Indian soldiers “retaliated strongly” in Tangdhar sector along the Line of Control dividing the Himalayan region between the two nuclear-armed rivals, said Col. Rajesh Kalia, an Indian army spokesman. He said three civilians were also injured in the Pakistani firing.
Kalia called it an “unprovoked” violation of a 2003 cease-fire accord between India and Pakistan.
Pakistan did not immediately comment.
Kalia claimed India's retaliation caused “heavy damage and casualties to (the) enemy.”
India and Pakistan have a long history of bitter relations over Kashmir, which both claim. The renewed fighting comes amid the ongoing lockdown in Kashmir after India stripped the region of its semi-autonomy in early August.

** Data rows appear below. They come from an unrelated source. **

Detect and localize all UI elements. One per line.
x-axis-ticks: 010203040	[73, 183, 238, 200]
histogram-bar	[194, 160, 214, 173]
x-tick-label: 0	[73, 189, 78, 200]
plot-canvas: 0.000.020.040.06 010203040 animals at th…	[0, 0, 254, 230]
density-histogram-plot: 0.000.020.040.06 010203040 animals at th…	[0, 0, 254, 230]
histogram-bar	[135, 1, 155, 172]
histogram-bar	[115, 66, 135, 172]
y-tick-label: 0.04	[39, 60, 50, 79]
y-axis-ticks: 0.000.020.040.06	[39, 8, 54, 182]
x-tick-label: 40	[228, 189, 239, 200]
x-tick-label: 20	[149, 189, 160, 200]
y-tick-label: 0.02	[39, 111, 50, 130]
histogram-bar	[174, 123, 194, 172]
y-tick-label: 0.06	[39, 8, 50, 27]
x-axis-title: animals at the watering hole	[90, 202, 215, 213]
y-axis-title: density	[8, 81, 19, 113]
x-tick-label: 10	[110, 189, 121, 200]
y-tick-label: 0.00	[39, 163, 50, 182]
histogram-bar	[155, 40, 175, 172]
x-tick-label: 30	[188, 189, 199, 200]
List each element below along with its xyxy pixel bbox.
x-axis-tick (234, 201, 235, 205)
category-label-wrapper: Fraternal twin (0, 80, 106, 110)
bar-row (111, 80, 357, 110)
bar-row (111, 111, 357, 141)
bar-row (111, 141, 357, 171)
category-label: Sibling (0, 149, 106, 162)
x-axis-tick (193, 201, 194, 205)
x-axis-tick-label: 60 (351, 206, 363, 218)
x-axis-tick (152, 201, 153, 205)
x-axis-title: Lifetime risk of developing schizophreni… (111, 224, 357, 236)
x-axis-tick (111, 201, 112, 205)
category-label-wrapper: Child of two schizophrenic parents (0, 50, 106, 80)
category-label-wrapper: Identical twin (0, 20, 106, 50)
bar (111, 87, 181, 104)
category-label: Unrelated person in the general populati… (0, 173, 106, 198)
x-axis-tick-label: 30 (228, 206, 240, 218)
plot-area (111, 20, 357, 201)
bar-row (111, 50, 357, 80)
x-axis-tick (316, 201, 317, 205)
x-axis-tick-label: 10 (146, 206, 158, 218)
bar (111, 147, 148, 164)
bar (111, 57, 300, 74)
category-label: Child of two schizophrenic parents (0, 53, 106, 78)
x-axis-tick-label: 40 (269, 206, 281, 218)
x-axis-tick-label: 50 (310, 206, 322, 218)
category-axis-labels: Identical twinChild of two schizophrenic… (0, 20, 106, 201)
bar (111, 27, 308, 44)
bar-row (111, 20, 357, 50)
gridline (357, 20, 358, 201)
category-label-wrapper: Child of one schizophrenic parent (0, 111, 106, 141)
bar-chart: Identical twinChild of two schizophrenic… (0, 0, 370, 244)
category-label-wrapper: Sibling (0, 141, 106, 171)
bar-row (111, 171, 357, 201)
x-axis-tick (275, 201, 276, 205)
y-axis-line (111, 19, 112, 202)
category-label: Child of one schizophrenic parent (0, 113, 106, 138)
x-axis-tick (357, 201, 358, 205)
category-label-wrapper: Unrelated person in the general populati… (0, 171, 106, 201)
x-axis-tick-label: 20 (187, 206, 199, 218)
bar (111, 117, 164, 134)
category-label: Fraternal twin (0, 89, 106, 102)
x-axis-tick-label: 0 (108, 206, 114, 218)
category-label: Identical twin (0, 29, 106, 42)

Since then, soldiers from the rival nations have regularly engaged in cross-border shelling and firing along their de-facto frontier in Kashmir, where rebel groups fight for the territory to be united either under Pakistani rule or as an independent country. In the past, each side has accused the other of starting the hostilities in violation of the 2003 accord.
India accuses Pakistan of arming and training anti-India rebels, and also helping them by providing gunfire as cover for incursions into the Indian side.
Pakistan denies this, saying it offers only moral and diplomatic support to Kashmiris who oppose Indian rule.
Rebels have been fighting Indian rule since 1989. Nearly 70,000 people have been killed in the armed uprising and the ensuing Indian military crackdown.
On Aug. 5, India's Hindu nationalist-led government headed by Prime Minister Narendra Modi stripped Kashmir of its semi-autonomous status and imposed a strict crackdown, sending in tens of thousands more additional troops to a region which is already one of the highest militarized zones in the world. India has arrested thousands of activists and separatist leaders in the days leading up to and after the revoking of Kashmir's special status.
More than two months later, the region remains under a communications blockade. Authorities have restored landline services and some cellphones, but the internet remains suspended.